Champion runner never forgets past
Editor in Chief
Issue date: 2/23/07 Section: Sports
Camped out on the clay planes of southern Sudan, 9-year-old Macharia Yuot would dream about a better life that awaited him at a refugee camp across the Ethiopian border. For three years, this fantasy filled him with hope in the face of unspeakable horrors.
From 1991-94, Yuot was one of the 26,000 "lost boys of Sudan," (a name given to them by international aid workers).
The Lost Boys trudged their bare feet through jungle, swamp and desert in search of refuge from the civil war that had engulfed their villages. On the course of the journey, Yuot witnessed scores of young boys die of starvation, gunfire and animal attacks.

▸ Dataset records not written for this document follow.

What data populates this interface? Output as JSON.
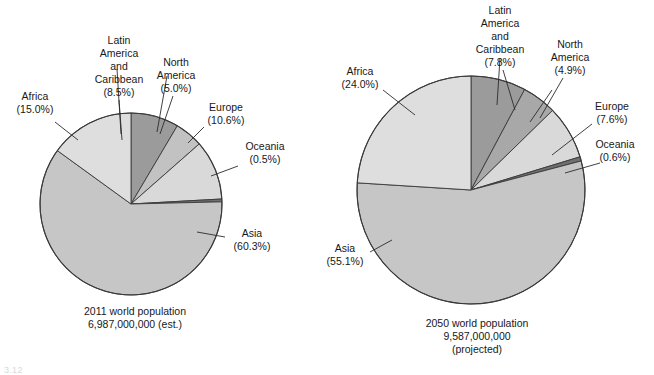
{
  "figure": {
    "title": "",
    "footnote": "3.12"
  },
  "chart_data": [
    {
      "type": "pie",
      "title": "2011 world population",
      "subtitle": "6,987,000,000 (est.)",
      "caption_lines": [
        "2011 world population",
        "6,987,000,000 (est.)"
      ],
      "categories": [
        "Latin America and Caribbean",
        "North America",
        "Europe",
        "Oceania",
        "Asia",
        "Africa"
      ],
      "values": [
        8.5,
        5.0,
        10.6,
        0.5,
        60.3,
        15.0
      ],
      "unit": "percent",
      "total_population": "6,987,000,000",
      "year": "2011",
      "legend": "labels-outside-with-leader-lines",
      "slices": [
        {
          "label_lines": [
            "Latin",
            "America",
            "and",
            "Caribbean"
          ],
          "percent_text": "(8.5%)",
          "value": 8.5,
          "color": "#9b9b9b"
        },
        {
          "label_lines": [
            "North",
            "America"
          ],
          "percent_text": "(5.0%)",
          "value": 5.0,
          "color": "#c2c2c2"
        },
        {
          "label_lines": [
            "Europe"
          ],
          "percent_text": "(10.6%)",
          "value": 10.6,
          "color": "#d9d9d9"
        },
        {
          "label_lines": [
            "Oceania"
          ],
          "percent_text": "(0.5%)",
          "value": 0.5,
          "color": "#6f6f6f"
        },
        {
          "label_lines": [
            "Asia"
          ],
          "percent_text": "(60.3%)",
          "value": 60.3,
          "color": "#c6c6c6"
        },
        {
          "label_lines": [
            "Africa"
          ],
          "percent_text": "(15.0%)",
          "value": 15.0,
          "color": "#dedede"
        }
      ]
    },
    {
      "type": "pie",
      "title": "2050 world population",
      "subtitle": "9,587,000,000 (projected)",
      "caption_lines": [
        "2050 world population",
        "9,587,000,000",
        "(projected)"
      ],
      "categories": [
        "Latin America and Caribbean",
        "North America",
        "Europe",
        "Oceania",
        "Asia",
        "Africa"
      ],
      "values": [
        7.8,
        4.9,
        7.6,
        0.6,
        55.1,
        24.0
      ],
      "unit": "percent",
      "total_population": "9,587,000,000",
      "year": "2050",
      "legend": "labels-outside-with-leader-lines",
      "slices": [
        {
          "label_lines": [
            "Latin",
            "America",
            "and",
            "Caribbean"
          ],
          "percent_text": "(7.8%)",
          "value": 7.8,
          "color": "#9b9b9b"
        },
        {
          "label_lines": [
            "North",
            "America"
          ],
          "percent_text": "(4.9%)",
          "value": 4.9,
          "color": "#a8a8a8"
        },
        {
          "label_lines": [
            "Europe"
          ],
          "percent_text": "(7.6%)",
          "value": 7.6,
          "color": "#d9d9d9"
        },
        {
          "label_lines": [
            "Oceania"
          ],
          "percent_text": "(0.6%)",
          "value": 0.6,
          "color": "#6f6f6f"
        },
        {
          "label_lines": [
            "Asia"
          ],
          "percent_text": "(55.1%)",
          "value": 55.1,
          "color": "#c6c6c6"
        },
        {
          "label_lines": [
            "Africa"
          ],
          "percent_text": "(24.0%)",
          "value": 24.0,
          "color": "#dedede"
        }
      ]
    }
  ],
  "left_chart": {
    "africa": {
      "l1": "Africa",
      "l2": "(15.0%)"
    },
    "latin": {
      "l1": "Latin",
      "l2": "America",
      "l3": "and",
      "l4": "Caribbean",
      "l5": "(8.5%)"
    },
    "north": {
      "l1": "North",
      "l2": "America",
      "l3": "(5.0%)"
    },
    "europe": {
      "l1": "Europe",
      "l2": "(10.6%)"
    },
    "oceania": {
      "l1": "Oceania",
      "l2": "(0.5%)"
    },
    "asia": {
      "l1": "Asia",
      "l2": "(60.3%)"
    },
    "caption": {
      "l1": "2011 world population",
      "l2": "6,987,000,000 (est.)"
    }
  },
  "right_chart": {
    "africa": {
      "l1": "Africa",
      "l2": "(24.0%)"
    },
    "latin": {
      "l1": "Latin",
      "l2": "America",
      "l3": "and",
      "l4": "Caribbean",
      "l5": "(7.8%)"
    },
    "north": {
      "l1": "North",
      "l2": "America",
      "l3": "(4.9%)"
    },
    "europe": {
      "l1": "Europe",
      "l2": "(7.6%)"
    },
    "oceania": {
      "l1": "Oceania",
      "l2": "(0.6%)"
    },
    "asia": {
      "l1": "Asia",
      "l2": "(55.1%)"
    },
    "caption": {
      "l1": "2050 world population",
      "l2": "9,587,000,000",
      "l3": "(projected)"
    }
  }
}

For nearly 1,000 miles, Yuot walked.
Today, Yuot's legs continue to perform punishing feats, not for survival but for sport as an All-American cross country runner at Pennsylvania's Widener University.
At the age of 25, Yuot has just closed out his decorated college career by winning November's NCAA division-III cross country championships.

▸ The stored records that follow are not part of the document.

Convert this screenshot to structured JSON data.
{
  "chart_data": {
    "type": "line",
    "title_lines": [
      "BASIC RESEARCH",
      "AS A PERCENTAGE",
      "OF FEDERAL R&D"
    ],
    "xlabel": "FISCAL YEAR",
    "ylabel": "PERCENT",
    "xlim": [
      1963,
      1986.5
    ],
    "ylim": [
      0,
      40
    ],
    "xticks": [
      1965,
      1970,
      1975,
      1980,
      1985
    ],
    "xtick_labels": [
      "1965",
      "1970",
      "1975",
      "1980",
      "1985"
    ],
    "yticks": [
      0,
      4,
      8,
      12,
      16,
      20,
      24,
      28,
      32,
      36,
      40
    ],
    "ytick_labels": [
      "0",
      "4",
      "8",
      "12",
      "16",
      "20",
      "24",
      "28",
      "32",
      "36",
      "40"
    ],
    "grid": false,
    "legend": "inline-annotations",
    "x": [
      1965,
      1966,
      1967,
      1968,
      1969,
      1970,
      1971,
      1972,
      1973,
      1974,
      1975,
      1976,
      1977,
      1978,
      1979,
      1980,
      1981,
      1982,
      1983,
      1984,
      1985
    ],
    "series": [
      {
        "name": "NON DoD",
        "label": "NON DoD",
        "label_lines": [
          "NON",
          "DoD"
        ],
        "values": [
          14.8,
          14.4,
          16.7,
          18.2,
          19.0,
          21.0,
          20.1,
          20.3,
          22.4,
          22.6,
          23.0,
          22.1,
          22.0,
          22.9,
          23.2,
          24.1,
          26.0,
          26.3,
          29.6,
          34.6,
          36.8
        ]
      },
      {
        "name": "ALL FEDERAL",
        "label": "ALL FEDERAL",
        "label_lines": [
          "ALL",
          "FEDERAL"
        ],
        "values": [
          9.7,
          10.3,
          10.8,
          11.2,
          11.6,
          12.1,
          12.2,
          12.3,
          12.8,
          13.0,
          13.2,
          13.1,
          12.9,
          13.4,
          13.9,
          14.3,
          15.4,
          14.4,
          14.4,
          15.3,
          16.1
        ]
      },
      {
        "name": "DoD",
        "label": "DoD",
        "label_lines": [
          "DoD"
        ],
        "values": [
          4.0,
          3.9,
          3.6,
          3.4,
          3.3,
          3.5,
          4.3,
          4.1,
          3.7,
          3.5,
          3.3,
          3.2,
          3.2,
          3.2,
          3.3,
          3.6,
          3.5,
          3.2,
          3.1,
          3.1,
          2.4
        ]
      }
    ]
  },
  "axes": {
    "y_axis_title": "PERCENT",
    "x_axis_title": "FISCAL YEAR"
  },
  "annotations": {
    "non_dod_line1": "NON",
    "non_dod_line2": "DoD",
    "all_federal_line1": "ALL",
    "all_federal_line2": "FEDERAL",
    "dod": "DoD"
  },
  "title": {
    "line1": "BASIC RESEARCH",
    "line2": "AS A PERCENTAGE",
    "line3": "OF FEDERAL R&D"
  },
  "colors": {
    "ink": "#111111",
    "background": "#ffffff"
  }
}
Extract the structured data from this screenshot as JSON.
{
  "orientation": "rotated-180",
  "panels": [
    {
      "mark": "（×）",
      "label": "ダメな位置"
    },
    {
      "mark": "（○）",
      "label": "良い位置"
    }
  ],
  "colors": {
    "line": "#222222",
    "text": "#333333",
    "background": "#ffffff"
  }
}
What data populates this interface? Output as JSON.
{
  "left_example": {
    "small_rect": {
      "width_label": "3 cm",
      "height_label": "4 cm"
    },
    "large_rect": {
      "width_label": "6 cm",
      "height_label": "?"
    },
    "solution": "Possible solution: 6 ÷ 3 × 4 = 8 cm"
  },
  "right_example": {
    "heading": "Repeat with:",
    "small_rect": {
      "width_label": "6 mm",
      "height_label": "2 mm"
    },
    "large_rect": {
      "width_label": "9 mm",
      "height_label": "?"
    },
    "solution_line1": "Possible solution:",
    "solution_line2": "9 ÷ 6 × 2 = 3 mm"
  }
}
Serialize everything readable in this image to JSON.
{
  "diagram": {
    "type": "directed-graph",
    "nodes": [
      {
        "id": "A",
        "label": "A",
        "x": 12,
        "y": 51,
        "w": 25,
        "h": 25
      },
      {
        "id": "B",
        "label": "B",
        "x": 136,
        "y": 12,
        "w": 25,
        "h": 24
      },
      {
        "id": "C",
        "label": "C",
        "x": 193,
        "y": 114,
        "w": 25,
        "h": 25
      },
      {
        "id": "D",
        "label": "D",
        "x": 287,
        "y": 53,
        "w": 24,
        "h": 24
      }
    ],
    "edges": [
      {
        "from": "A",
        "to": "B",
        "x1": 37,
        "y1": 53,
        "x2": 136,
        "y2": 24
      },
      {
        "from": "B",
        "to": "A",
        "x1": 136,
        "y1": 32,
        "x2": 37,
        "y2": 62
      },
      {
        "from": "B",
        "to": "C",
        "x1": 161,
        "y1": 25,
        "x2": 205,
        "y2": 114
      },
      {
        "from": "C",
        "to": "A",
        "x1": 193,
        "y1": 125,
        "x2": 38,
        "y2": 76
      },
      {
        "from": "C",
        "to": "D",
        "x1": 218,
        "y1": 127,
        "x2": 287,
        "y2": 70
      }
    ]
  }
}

Twenty-four hours later, he placed sixth out of a field of more than 12,000 in the Philadelphia Marathon.
In collegiate races, Yuot was almost always the pacesetter. But as a Lost Boy, Yuot knew never to stray from the middle of the pack. Those who wandered off, Yuot recalled, were shot down by enemy tribesman.
The journey began in 1991 when Arab Muslim tribes of the north pillaged his Christian Dinkan village of Paleek. His parents were forced to part ways with him or risk seeing him enslaved or used as a path-clearer in minefields.
Yuot and a troop of boys - most of them between the ages of six and 10 - were caravanned in a single file line through the vast wasteland of southern Sudan. They walked right through the bowels of a civil war which would take the lives of two million Sudanese from 1983 to 2005.
Yuot parted ways with his parents, brother and two sisters, and says he has not seen them since.
His father Dinkan - seven foot, six inches tall- died in subsequent months of what Yuot was told were "natural causes."
From 1991-94, Yuot was one of the 26,000 "lost boys of Sudan," (a name given to them by international aid workers).
The Lost Boys trudged their bare feet through jungle, swamp and desert in search of refuge from the civil war that had engulfed their villages. On the course of the journey, Yuot witnessed scores of young boys die of starvation, gunfire and animal attacks.
For nearly 1,000 miles, Yuot walked.
Today, Yuot's legs continue to perform punishing feats, not for survival but for sport as an All-American cross country runner at Pennsylvania's Widener University.
At the age of 25, Yuot has just closed out his decorated college career by winning November's NCAA division-III cross country championships.
Twenty-four hours later, he placed sixth out of a field of more than 12,000 in the Philadelphia Marathon.
In collegiate races, Yuot was almost always the pacesetter. But as a Lost Boy, Yuot knew never to stray from the middle of the pack. Those who wandered off, Yuot recalled, were shot down by enemy tribesman.
The journey began in 1991 when Arab Muslim tribes of the north pillaged his Christian Dinkan village of Paleek. His parents were forced to part ways with him or risk seeing him enslaved or used as a path-clearer in minefields.
Yuot and a troop of boys - most of them between the ages of six and 10 - were caravanned in a single file line through the vast wasteland of southern Sudan. They walked right through the bowels of a civil war which would take the lives of two million Sudanese from 1983 to 2005.
Yuot parted ways with his parents, brother and two sisters, and says he has not seen them since.
His father Dinkan - seven foot, six inches tall- died in subsequent months of what Yuot was told were "natural causes."